Donald Trump’s gut bias towards erasing wind farms easily won whatever debate may have played out, if any, in the nation’s energy future.
In a single stroke, Trump on Monday walked away from five huge wind farm projects along the East Coast – and with it, once again struck a blow for a fossil-fueled based future. The move leaves two large already operational ocean wind farms, but leaves construction and energy workers jobless, strikes against climate change policies, and abandons the Eastern coastal areas without access to an alternative source of power.
Not insignificantly, the projects that Trump tossed already have eating up $25 billion towards machinery to capture the wind and sources power more than 2.5 million homes and businesses.
In Trump’s view, the ugly, costly and inefficient. Secretary of the Interior Doug Burgum added that they create noise that can interfere with military radar, and labeled these wind projects a national security risk that never arose in earlier reviews, including by the Defense Department.
By contrast, Burgum and Trump were silent about the rising demands for electricity from burgeoning AI data centers, cyber currency businesses and consumer use of more electronic products in everyday life.
The New York Times reminded us that Trump has disparaged the clean energy source ever since he failed 14 years ago to stop an offshore wind farm visible from of one of his golf courses in Scotland.
It’s never made sense. If we need that much more electricity, why t not get it from all sources, not just oil and gas? Of course, those industries handsomely reward Trump, but somebody in these stories has to be able to add up the demands and compare them with the available resources.
Trump’s personal obsessions are setting climate change back years with a move that neither increases electricity sources or deals with rising prices. It is unclear what problem Trump has solved – other than scratching his personal itch to overturn anything Joe Biden did and assert that climate change is a hoax..
The Order
Specifically, Trump withdrew approval for the federal leases that were signed by the Biden administration – once again leaving open the questions of law, contracts, government commitments and related state and federal legalisms.
From the cheap seats, it appeared that this was another foregone Trump conclusion for which Cabinet members went searching for justification. The wind farms are off New York, Rhode Island and Virginia – now all with Democratic governors. Trump did not move to shut down wind farms when Virginia’s Glenn Youngkin, a Republican, was still governor.
Some of the projects already were in serious financial trouble after an earlier Trump order to halt work for this review. Most were supported by their states. That halt order itself was overturned in the courts.
Wind and solar energy projects had been among the fastest growing job categories in the country. With jobless figures rising, one might have thought that Trump would think again about the impact of stopping these projects. But then he could have stopped future projects without affecting those already underway.
We have a growing list of unneeded projects that Trump wants and on which he spends our money or private donations from the wealthy circle he then is allowing to dictate policy. Those include building renames, a new gilded ballroom taking over the White House campus, an out-of-control deportation program and an uncomprehensive foreign policy. The list of projects that American voters say they need – from health care and housing to business stability and everyday spending sanity — go unaddressed.
Why do his supporters think Trump is a great politician?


[WHAT IS BEING ASKED]
Every record that follows should be written out word for word; the pictures stay out.

── ENTRIES SHOWN

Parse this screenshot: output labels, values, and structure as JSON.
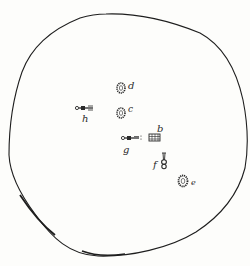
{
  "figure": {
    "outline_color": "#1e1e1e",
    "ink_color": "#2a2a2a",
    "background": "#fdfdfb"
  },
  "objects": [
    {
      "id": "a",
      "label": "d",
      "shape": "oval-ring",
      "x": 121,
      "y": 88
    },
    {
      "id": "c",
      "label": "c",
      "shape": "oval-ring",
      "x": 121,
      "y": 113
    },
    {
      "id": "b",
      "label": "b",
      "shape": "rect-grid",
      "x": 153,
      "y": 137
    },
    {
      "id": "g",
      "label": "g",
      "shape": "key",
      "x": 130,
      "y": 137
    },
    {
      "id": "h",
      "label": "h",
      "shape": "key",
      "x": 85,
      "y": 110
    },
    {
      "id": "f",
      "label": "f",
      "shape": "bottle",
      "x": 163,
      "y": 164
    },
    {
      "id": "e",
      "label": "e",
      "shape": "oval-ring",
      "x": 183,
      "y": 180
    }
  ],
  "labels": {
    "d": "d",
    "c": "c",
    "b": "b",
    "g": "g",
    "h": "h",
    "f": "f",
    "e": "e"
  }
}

────

[SOLUTION]
Parse this screenshot: output labels, values, and structure as JSON.
{
  "figure": {
    "outline_color": "#1e1e1e",
    "ink_color": "#2a2a2a",
    "background": "#fdfdfb"
  },
  "objects": [
    {
      "id": "a",
      "label": "d",
      "shape": "oval-ring",
      "x": 121,
      "y": 88
    },
    {
      "id": "c",
      "label": "c",
      "shape": "oval-ring",
      "x": 121,
      "y": 113
    },
    {
      "id": "b",
      "label": "b",
      "shape": "rect-grid",
      "x": 153,
      "y": 137
    },
    {
      "id": "g",
      "label": "g",
      "shape": "key",
      "x": 130,
      "y": 137
    },
    {
      "id": "h",
      "label": "h",
      "shape": "key",
      "x": 85,
      "y": 110
    },
    {
      "id": "f",
      "label": "f",
      "shape": "bottle",
      "x": 163,
      "y": 164
    },
    {
      "id": "e",
      "label": "e",
      "shape": "oval-ring",
      "x": 183,
      "y": 180
    }
  ],
  "labels": {
    "d": "d",
    "c": "c",
    "b": "b",
    "g": "g",
    "h": "h",
    "f": "f",
    "e": "e"
  }
}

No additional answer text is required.